J.P. Langan has masterminded a tremendous impromptu online anthology of stories involving horror writer Laird Barron. Those of you who have met Laird will be entirely willing to believe that he was kidnapped by a man intent on sacrificing him to darker powers, as Langan recounts:
Mr. Norris swept his arms around him, almost upsetting his balance. “I’m no longer alone; I haven’t been for some time, now. The Word’s attendants, its supplicants… As I’ve drawn nearer to the end of my task, I’ve had glimpses of them—not enough to say what I’ve seen with any certainty, just that they’re present, all around me.”
As if in reply, the branches of the evergreens around them clashed in a sudden breeze, and Laird thought the spaces between them darkened.
That he took a turn as a very exotic dancer, according to Lee Thomas:
The Husky threw back the beaded curtain and burst into the lantern light, stomping his mink thigh-high boots in heated rhythm to Motley Crue, who expounded the virtues and the vices of the Wild Side. He strutted to the edge of the stage and spun, slipped the jacket to the crook of his elbow to reveal a white, muscled shoulder, and the men shouted as if for blood.
That he studied carnivorous ants in Cancun with Sarah Langan:
“Well,” Barron explained, “I’m bringing a colony back with me to Alaska and training them, so probably pretty soon. The west coast, then across the continent. Their neurochemical signals are very strong—you’d be surprised. Ants make hosts of lots of animals, even humans. But don’t worry, they work fast. When your time comes, you won’t feel a thing.”
That he fled an angry volcano spirit as described by Jack Haringa (himself recently the victim of a similar literary roast):
A hot wind chased him up the side of the cinder cone. He didn’t know if it was natural, but he knew it smelled wrong. It could have been the trade winds or the breath of whatever dragged itself across the beach. He knew it was behind him and that was enough.

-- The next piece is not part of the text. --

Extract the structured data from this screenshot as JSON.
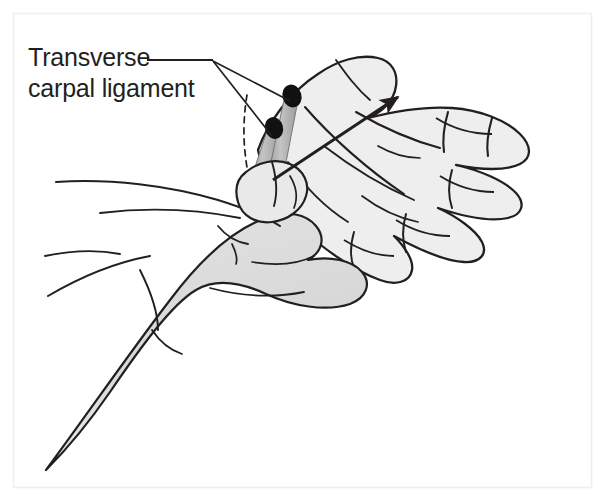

At the top he wanted to rest but the ground shook again and he could smell burning and something else, something rotten, and the wind spun dust into his eye and heard a sound like the inhalation of the very sea itself. His senses wanted to shut down, to deny these things, but he wouldn’t let them. He did not want to hear what voice or roar or cry would follow that great gulping of atmosphere nor to see what could make such a sound. But he had to hear and see if he wanted to live.
That he ate himself to death at a book signing with Jeff Ford:
When his lunch was revealed, I did a double take. Between two circular slices of rye bread the size of coffee saucers was stacked about four inches of what looked like bad chicken. The chunks of it were emerald green, like something you’d find at the back of the fridge before moving from a place you’d lived in for 8 years. Dripping from within onto the table top was a pale yellow sauce. I instinctively pushed my chair back a few inches and said, “What the fuck is that?”
He turned his head and stared at me with his good eye—a look devoid of emotion. “Lunch,” he said.
And many more sordid tales that J.P. Langan has collected links to here. Read them all–and wonder what secrets from your past might be revealed by your own writerly friends should they take it upon themselves to “celebrate” you in such a fashion.